This theoretically already happened during WWII, though...
Uh... did the US send out female soldiers? I must confess I've never heard of it.
Sort of.
WWI and WWII are basically the reason why women are allowed to vote and hold the full range of jobs in the US.
Also, @Nikov: I may be totally wrong, here, but I do have a female relative who was in the Hitler Youth--and from what I've heard about the society of the time, the women were busy doing men's civilian work at home, and dislodging them for the front lines would have been stupid due to killing the support base. Their job in the ideal society was to make Aryan babies and do housework--and that was basically it.
The evacuation west really didn't work that well. All I heard was that bombs kept on bombing the shit out of the little farming village in question, and when the Red Army rolled by the only reason why my relative and her family weren't raped with the rest of their community was that they had a prisoner to vouch for them. Hell, she didn't even know why they were fighting, or who the opposing army was, or anything about the Holocaust. So... I don't think that the operation and decisions were quite as coherent as you described (based, of course, on solely anecdotal evidence).
I sort of feel like the vast incompetence of Nazi Germany in general should not lead us to assume that they had the correct, or incorrect, idea about women in infantry units. I don't have the right answer, either, but I don't think we can say their reactions to a perceived need were necessarily rational or good.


* Exercise description *
Print the entire listing below word for word, excluding its pictures.

'''

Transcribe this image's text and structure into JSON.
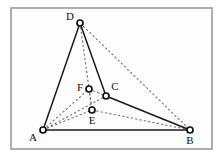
{
  "figure": {
    "frame": {
      "x": 11,
      "y": 8,
      "width": 201,
      "height": 141,
      "stroke_color": "#9a9a9a",
      "fill_color": "#fdfdfd"
    },
    "canvas": {
      "width": 224,
      "height": 160,
      "background": "#ffffff"
    },
    "style": {
      "solid_edge_color": "#1a1a1a",
      "dashed_edge_color": "#6d6d6d",
      "vertex_fill": "#ffffff",
      "vertex_stroke": "#111111",
      "label_color": "#111111"
    },
    "vertices": [
      {
        "id": "A",
        "label": "A",
        "x": 43,
        "y": 130,
        "label_x": 33,
        "label_y": 138,
        "radius": 3.0
      },
      {
        "id": "B",
        "label": "B",
        "x": 190,
        "y": 130,
        "label_x": 190,
        "label_y": 141,
        "radius": 3.0
      },
      {
        "id": "C",
        "label": "C",
        "x": 106,
        "y": 96,
        "label_x": 115,
        "label_y": 87,
        "radius": 3.0
      },
      {
        "id": "D",
        "label": "D",
        "x": 80,
        "y": 23,
        "label_x": 70,
        "label_y": 17,
        "radius": 3.0
      },
      {
        "id": "E",
        "label": "E",
        "x": 92,
        "y": 110,
        "label_x": 92,
        "label_y": 121,
        "radius": 3.0
      },
      {
        "id": "F",
        "label": "F",
        "x": 89,
        "y": 89,
        "label_x": 80,
        "label_y": 88,
        "radius": 3.0
      }
    ],
    "edges_solid": [
      {
        "id": "AD",
        "from": "A",
        "to": "D"
      },
      {
        "id": "DC",
        "from": "D",
        "to": "C"
      },
      {
        "id": "AB",
        "from": "A",
        "to": "B"
      },
      {
        "id": "CB",
        "from": "C",
        "to": "B"
      }
    ],
    "edges_dashed": [
      {
        "id": "DE",
        "from": "D",
        "to": "E"
      },
      {
        "id": "DB",
        "from": "D",
        "to": "B"
      },
      {
        "id": "AC",
        "from": "A",
        "to": "C"
      },
      {
        "id": "AF",
        "from": "A",
        "to": "F"
      },
      {
        "id": "AE",
        "from": "A",
        "to": "E"
      },
      {
        "id": "EB",
        "from": "E",
        "to": "B"
      },
      {
        "id": "FC",
        "from": "F",
        "to": "C"
      },
      {
        "id": "FE",
        "from": "F",
        "to": "E"
      }
    ]
  }
}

'''

* Solution to this problem *
Transcribe this image's text and structure into JSON.
{
  "figure": {
    "frame": {
      "x": 11,
      "y": 8,
      "width": 201,
      "height": 141,
      "stroke_color": "#9a9a9a",
      "fill_color": "#fdfdfd"
    },
    "canvas": {
      "width": 224,
      "height": 160,
      "background": "#ffffff"
    },
    "style": {
      "solid_edge_color": "#1a1a1a",
      "dashed_edge_color": "#6d6d6d",
      "vertex_fill": "#ffffff",
      "vertex_stroke": "#111111",
      "label_color": "#111111"
    },
    "vertices": [
      {
        "id": "A",
        "label": "A",
        "x": 43,
        "y": 130,
        "label_x": 33,
        "label_y": 138,
        "radius": 3.0
      },
      {
        "id": "B",
        "label": "B",
        "x": 190,
        "y": 130,
        "label_x": 190,
        "label_y": 141,
        "radius": 3.0
      },
      {
        "id": "C",
        "label": "C",
        "x": 106,
        "y": 96,
        "label_x": 115,
        "label_y": 87,
        "radius": 3.0
      },
      {
        "id": "D",
        "label": "D",
        "x": 80,
        "y": 23,
        "label_x": 70,
        "label_y": 17,
        "radius": 3.0
      },
      {
        "id": "E",
        "label": "E",
        "x": 92,
        "y": 110,
        "label_x": 92,
        "label_y": 121,
        "radius": 3.0
      },
      {
        "id": "F",
        "label": "F",
        "x": 89,
        "y": 89,
        "label_x": 80,
        "label_y": 88,
        "radius": 3.0
      }
    ],
    "edges_solid": [
      {
        "id": "AD",
        "from": "A",
        "to": "D"
      },
      {
        "id": "DC",
        "from": "D",
        "to": "C"
      },
      {
        "id": "AB",
        "from": "A",
        "to": "B"
      },
      {
        "id": "CB",
        "from": "C",
        "to": "B"
      }
    ],
    "edges_dashed": [
      {
        "id": "DE",
        "from": "D",
        "to": "E"
      },
      {
        "id": "DB",
        "from": "D",
        "to": "B"
      },
      {
        "id": "AC",
        "from": "A",
        "to": "C"
      },
      {
        "id": "AF",
        "from": "A",
        "to": "F"
      },
      {
        "id": "AE",
        "from": "A",
        "to": "E"
      },
      {
        "id": "EB",
        "from": "E",
        "to": "B"
      },
      {
        "id": "FC",
        "from": "F",
        "to": "C"
      },
      {
        "id": "FE",
        "from": "F",
        "to": "E"
      }
    ]
  }
}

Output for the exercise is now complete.